Logo
2 min. Read
|Feb 18, 2026 5:26 PM

KPMG Partner Fined $7,000 for Using AI to Pass a Test on AI Ethics

Sahiba Sharma
By Sahiba Sharma
Company Logo
Advertisement

In a striking case of corporate irony, a senior partner at KPMG Australia has been slapped with a A$10,000 (approximately $7,000) fine for using artificial intelligence to cheat on a mandatory internal training test—about artificial intelligence.

The Breach of Ethics by KPMG Senior Partner

The incident occurred during a July 2025 assessment designed to ensure leadership competency in emerging technologies.

According to internal reports, the unnamed partner—a registered company auditor—uploaded the firm’s proprietary training manual into an external AI chatbot to generate the correct answers for the exam.

KPMG’s own AI-detection systems flagged the activity in August, revealing that the partner had verbatim copied the machine-generated responses.

Beyond the financial penalty, which will be deducted from future income, the partner was forced to retake the qualification and self-report the misconduct to Chartered Accountants Australia and New Zealand (CA ANZ).

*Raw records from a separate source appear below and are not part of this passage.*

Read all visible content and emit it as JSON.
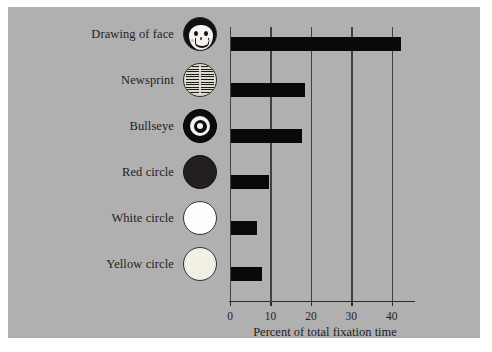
{
  "figure": {
    "background_color": "#b0b0b0",
    "page_color": "#ffffff",
    "bar_color": "#0a0909",
    "text_color": "#231f1d"
  },
  "chart_data": {
    "type": "bar",
    "orientation": "horizontal",
    "title": "",
    "subtitle": "",
    "xlabel": "Percent of total fixation time",
    "ylabel": "",
    "categories": [
      "Drawing of face",
      "Newsprint",
      "Bullseye",
      "Red circle",
      "White circle",
      "Yellow circle"
    ],
    "values": [
      42,
      18.3,
      17.5,
      9.5,
      6.4,
      7.6
    ],
    "xlim": [
      0,
      45
    ],
    "xticks": [
      0,
      10,
      20,
      30,
      40
    ],
    "xticklabels": [
      "0",
      "10",
      "20",
      "30",
      "40"
    ],
    "grid": "vertical gridlines at each x tick",
    "legend": "none",
    "icons": [
      "drawing-of-face-icon",
      "newsprint-icon",
      "bullseye-icon",
      "red-circle-icon",
      "white-circle-icon",
      "yellow-circle-icon"
    ]
  }
}
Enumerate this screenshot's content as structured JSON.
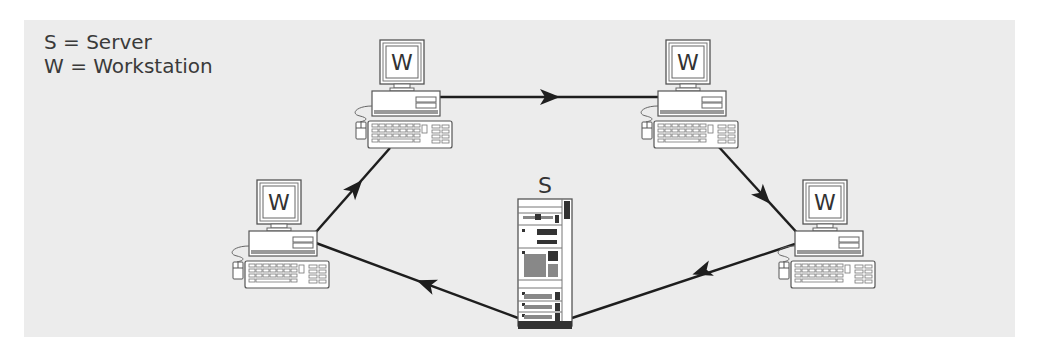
{
  "legend": {
    "items": [
      {
        "key": "S",
        "label": "Server",
        "text": "S = Server"
      },
      {
        "key": "W",
        "label": "Workstation",
        "text": "W = Workstation"
      }
    ]
  },
  "nodes": {
    "server": {
      "letter": "S",
      "type": "server"
    },
    "workstations": [
      {
        "id": "ws-top-left",
        "letter": "W"
      },
      {
        "id": "ws-top-right",
        "letter": "W"
      },
      {
        "id": "ws-right",
        "letter": "W"
      },
      {
        "id": "ws-left",
        "letter": "W"
      }
    ]
  },
  "connections": [
    {
      "from": "ws-top-left",
      "to": "ws-top-right",
      "directed": true
    },
    {
      "from": "ws-top-right",
      "to": "ws-right",
      "directed": true
    },
    {
      "from": "ws-right",
      "to": "server",
      "directed": true
    },
    {
      "from": "server",
      "to": "ws-left",
      "directed": true
    },
    {
      "from": "ws-left",
      "to": "ws-top-left",
      "directed": true
    }
  ],
  "colors": {
    "background": "#ececec",
    "line": "#1e1e1e",
    "outline": "#555555",
    "device_fill": "#ffffff"
  }
}
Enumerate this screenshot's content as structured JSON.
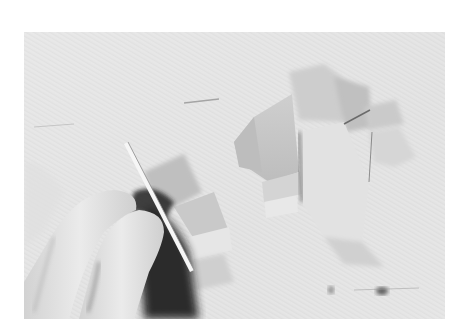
{
  "photo": {
    "description": "Black-and-white photo of a hand holding a knife, cutting vegetable pieces (leek/onion chunks) on a wooden cutting board",
    "alt": "Hand cutting vegetable pieces with a knife on a cutting board",
    "colors": {
      "board": "#e4e4e4",
      "board_light": "#efefef",
      "shadow": "#2a2a2a",
      "vegetable": "#c4c4c4",
      "vegetable_light": "#d8d8d8",
      "hand": "#dcdcdc"
    }
  },
  "caption": {
    "text": ""
  }
}
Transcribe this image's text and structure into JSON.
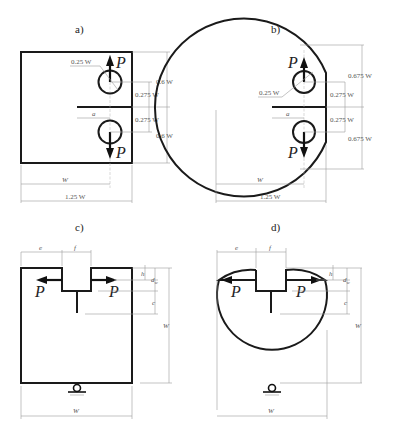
{
  "figure": {
    "panels": [
      {
        "id": "a",
        "label": "a)",
        "shape": "compact-tension",
        "force_top": "P",
        "force_bottom": "P",
        "dims": {
          "hole_diameter": "0.25 W",
          "top_height": "0.6 W",
          "hole_offset_top": "0.275 W",
          "hole_offset_bottom": "0.275 W",
          "bottom_height": "0.6 W",
          "crack_length": "a",
          "width_to_load_line": "W",
          "total_width": "1.25 W"
        }
      },
      {
        "id": "b",
        "label": "b)",
        "shape": "disk-shaped-compact-tension",
        "force_top": "P",
        "force_bottom": "P",
        "dims": {
          "hole_diameter": "0.25 W",
          "top_height": "0.675 W",
          "hole_offset_top": "0.275 W",
          "hole_offset_bottom": "0.275 W",
          "bottom_height": "0.675 W",
          "crack_length": "a",
          "width_to_load_line": "W",
          "total_width": "1.25 W"
        }
      },
      {
        "id": "c",
        "label": "c)",
        "shape": "wedge-splitting-cube",
        "force_left": "P",
        "force_right": "P",
        "dims": {
          "e": "e",
          "f": "f",
          "h": "h",
          "dw": "d",
          "dw_sub": "w",
          "c": "c",
          "height": "W",
          "width": "W"
        }
      },
      {
        "id": "d",
        "label": "d)",
        "shape": "wedge-splitting-cylinder",
        "force_left": "P",
        "force_right": "P",
        "dims": {
          "e": "e",
          "f": "f",
          "h": "h",
          "dw": "d",
          "dw_sub": "w",
          "c": "c",
          "height": "W",
          "width": "W"
        }
      }
    ]
  }
}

A Growing “Cheating” Epidemic

The partner was not alone in cutting corners.

KPMG confirmed that 28 staff members have been caught using AI to game internal exams since the start of the current financial year.

While the partner faces the heaviest fine, the other 27 individuals—at manager level or below—have also faced disciplinary action.

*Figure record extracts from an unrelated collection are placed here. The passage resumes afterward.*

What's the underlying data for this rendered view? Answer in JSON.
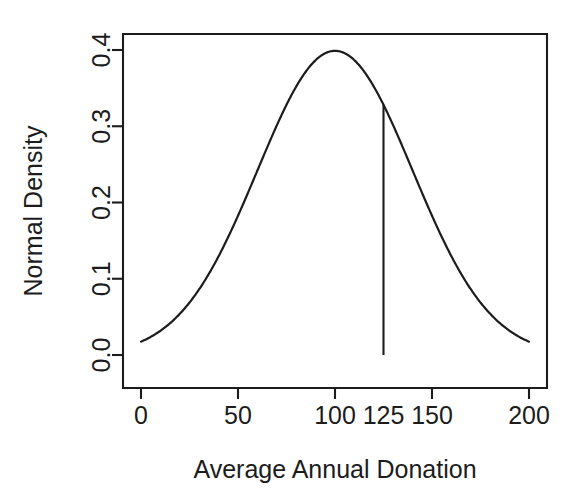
{
  "chart_data": {
    "type": "line",
    "title": "",
    "subtitle": "",
    "xlabel": "Average Annual Donation",
    "ylabel": "Normal Density",
    "xlim": [
      0,
      200
    ],
    "ylim": [
      0.0,
      0.4
    ],
    "grid": false,
    "legend": null,
    "box": true,
    "xticks": [
      {
        "value": 0,
        "label": "0"
      },
      {
        "value": 50,
        "label": "50"
      },
      {
        "value": 100,
        "label": "100"
      },
      {
        "value": 125,
        "label": "125"
      },
      {
        "value": 150,
        "label": "150"
      },
      {
        "value": 200,
        "label": "200"
      }
    ],
    "yticks": [
      {
        "value": 0.0,
        "label": "0.0"
      },
      {
        "value": 0.1,
        "label": "0.1"
      },
      {
        "value": 0.2,
        "label": "0.2"
      },
      {
        "value": 0.3,
        "label": "0.3"
      },
      {
        "value": 0.4,
        "label": "0.4"
      }
    ],
    "series": [
      {
        "name": "Normal density",
        "kind": "curve",
        "mean": 100,
        "sd": 40,
        "peak": {
          "x": 100,
          "y": 0.3989
        },
        "x": [
          0,
          5,
          10,
          15,
          20,
          25,
          30,
          35,
          40,
          45,
          50,
          55,
          60,
          65,
          70,
          75,
          80,
          85,
          90,
          95,
          100,
          105,
          110,
          115,
          120,
          125,
          130,
          135,
          140,
          145,
          150,
          155,
          160,
          165,
          170,
          175,
          180,
          185,
          190,
          195,
          200
        ],
        "y": [
          0.0175,
          0.0228,
          0.0294,
          0.0371,
          0.0463,
          0.0567,
          0.0685,
          0.0814,
          0.0952,
          0.1095,
          0.124,
          0.1381,
          0.1515,
          0.1636,
          0.174,
          0.1823,
          0.1881,
          0.1914,
          0.192,
          0.1899,
          0.1995,
          0.1899,
          0.192,
          0.1914,
          0.1881,
          0.1823,
          0.174,
          0.1636,
          0.1515,
          0.1381,
          0.124,
          0.1095,
          0.0952,
          0.0814,
          0.0685,
          0.0567,
          0.0463,
          0.0371,
          0.0294,
          0.0228,
          0.0175
        ]
      }
    ],
    "annotations": [
      {
        "type": "vertical-line",
        "name": "cutoff-line-at-125",
        "x": 125,
        "y_bottom": 0.0,
        "y_top": 0.3247,
        "label": "125"
      }
    ],
    "endpoints": {
      "left": {
        "x": 0,
        "y": 0.0175
      },
      "right": {
        "x": 200,
        "y": 0.0175
      }
    }
  }
}
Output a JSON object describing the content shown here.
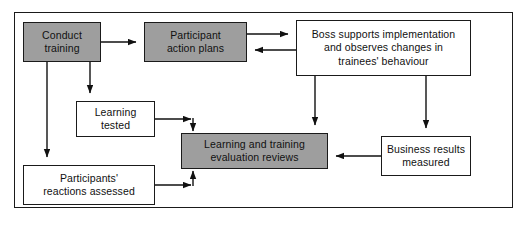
{
  "diagram": {
    "colors": {
      "shaded_fill": "#9e9e9e",
      "plain_fill": "#ffffff",
      "stroke": "#1a1a1a",
      "background": "#ffffff"
    },
    "frame": {
      "x": 14,
      "y": 12,
      "width": 499,
      "height": 196
    },
    "nodes": [
      {
        "id": "conduct-training",
        "label": "Conduct\ntraining",
        "style": "shaded",
        "x": 23,
        "y": 22,
        "width": 78,
        "height": 40
      },
      {
        "id": "participant-action-plans",
        "label": "Participant\naction plans",
        "style": "shaded",
        "x": 144,
        "y": 22,
        "width": 103,
        "height": 40
      },
      {
        "id": "boss-supports",
        "label": "Boss supports implementation\nand observes changes in\ntrainees' behaviour",
        "style": "plain",
        "x": 296,
        "y": 20,
        "width": 175,
        "height": 56
      },
      {
        "id": "learning-tested",
        "label": "Learning\ntested",
        "style": "plain",
        "x": 76,
        "y": 101,
        "width": 79,
        "height": 36
      },
      {
        "id": "learning-training-evaluation-reviews",
        "label": "Learning and training\nevaluation reviews",
        "style": "shaded",
        "x": 181,
        "y": 133,
        "width": 147,
        "height": 36
      },
      {
        "id": "business-results-measured",
        "label": "Business results\nmeasured",
        "style": "plain",
        "x": 381,
        "y": 136,
        "width": 90,
        "height": 40
      },
      {
        "id": "participants-reactions-assessed",
        "label": "Participants'\nreactions assessed",
        "style": "plain",
        "x": 23,
        "y": 165,
        "width": 132,
        "height": 40
      }
    ],
    "connectors": [
      {
        "id": "conduct-training-to-participant-action-plans",
        "from": "conduct-training",
        "to": "participant-action-plans",
        "direction": "right"
      },
      {
        "id": "participant-action-plans-to-boss-supports",
        "from": "participant-action-plans",
        "to": "boss-supports",
        "direction": "right"
      },
      {
        "id": "boss-supports-to-participant-action-plans",
        "from": "boss-supports",
        "to": "participant-action-plans",
        "direction": "left"
      },
      {
        "id": "conduct-training-to-learning-tested",
        "from": "conduct-training",
        "to": "learning-tested",
        "direction": "down"
      },
      {
        "id": "conduct-training-to-participants-reactions-assessed",
        "from": "conduct-training",
        "to": "participants-reactions-assessed",
        "direction": "down"
      },
      {
        "id": "learning-tested-to-evaluation-reviews",
        "from": "learning-tested",
        "to": "learning-training-evaluation-reviews",
        "direction": "right-then-down"
      },
      {
        "id": "participants-reactions-to-evaluation-reviews",
        "from": "participants-reactions-assessed",
        "to": "learning-training-evaluation-reviews",
        "direction": "right-then-up"
      },
      {
        "id": "boss-supports-to-evaluation-reviews",
        "from": "boss-supports",
        "to": "learning-training-evaluation-reviews",
        "direction": "down"
      },
      {
        "id": "boss-supports-to-business-results",
        "from": "boss-supports",
        "to": "business-results-measured",
        "direction": "down"
      },
      {
        "id": "business-results-to-evaluation-reviews",
        "from": "business-results-measured",
        "to": "learning-training-evaluation-reviews",
        "direction": "left"
      }
    ]
  }
}
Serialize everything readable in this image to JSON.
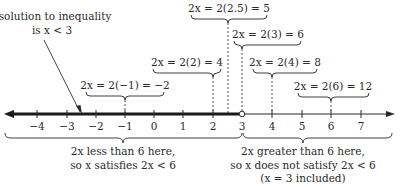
{
  "figure": {
    "title_annotation": {
      "line1": "solution to inequality",
      "line2": "is x < 3"
    },
    "axis": {
      "ticks": [
        {
          "value": -4,
          "label": "−4",
          "x": 37
        },
        {
          "value": -3,
          "label": "−3",
          "x": 67
        },
        {
          "value": -2,
          "label": "−2",
          "x": 96
        },
        {
          "value": -1,
          "label": "−1",
          "x": 125
        },
        {
          "value": 0,
          "label": "0",
          "x": 154
        },
        {
          "value": 1,
          "label": "1",
          "x": 183
        },
        {
          "value": 2,
          "label": "2",
          "x": 213
        },
        {
          "value": 3,
          "label": "3",
          "x": 242
        },
        {
          "value": 4,
          "label": "4",
          "x": 272
        },
        {
          "value": 5,
          "label": "5",
          "x": 302
        },
        {
          "value": 6,
          "label": "6",
          "x": 331
        },
        {
          "value": 7,
          "label": "7",
          "x": 361
        }
      ],
      "open_endpoint_value": 3,
      "shaded_direction": "left"
    },
    "evaluations": [
      {
        "id": "neg1",
        "text": "2x = 2(−1) = −2",
        "x_value": -1
      },
      {
        "id": "two",
        "text": "2x = 2(2) = 4",
        "x_value": 2
      },
      {
        "id": "twohalf",
        "text": "2x = 2(2.5) = 5",
        "x_value": 2.5
      },
      {
        "id": "three",
        "text": "2x = 2(3) = 6",
        "x_value": 3
      },
      {
        "id": "four",
        "text": "2x = 2(4) = 8",
        "x_value": 4
      },
      {
        "id": "six",
        "text": "2x = 2(6) = 12",
        "x_value": 6
      }
    ],
    "regions": {
      "left": {
        "line1": "2x less than 6 here,",
        "line2": "so x satisfies 2x < 6"
      },
      "right": {
        "line1": "2x greater than 6 here,",
        "line2": "so x does not satisfy 2x < 6",
        "line3": "(x = 3 included)"
      }
    },
    "colors": {
      "ink": "#2a2a2a",
      "background": "#ffffff"
    }
  }
}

KPMG Australia CEO Andrew Yates admitted that policing the boundary between legitimate AI assistance and academic dishonesty is increasingly difficult.

“It’s a very hard thing to get on top of given how quickly society has embraced it,” Andrew stated, noting that the firm is now implementing stricter controls to block AI access during testing environments.

Regulatory and Political Backlash

The scandal has reignited criticism of the “Big Four” accounting firms’ self-regulatory models.

During a recent Senate inquiry, Greens Senator Barbara Pocock described the system as “toothless.”

She questioned why such breaches are handled internally instead of being mandatorily reported to the Australian Securities and Investments Commission.

This is not KPMG’s first brush with exam fraud.

In 2021, the firm was fined A$615,000. This followed the discovery that more than 1,100 staff members were sharing answers for professional integrity tests.

This latest incident highlights a persistent cultural struggle within the industry.

It reflects the challenge of balancing the push for AI productivity with the necessity of human accountability.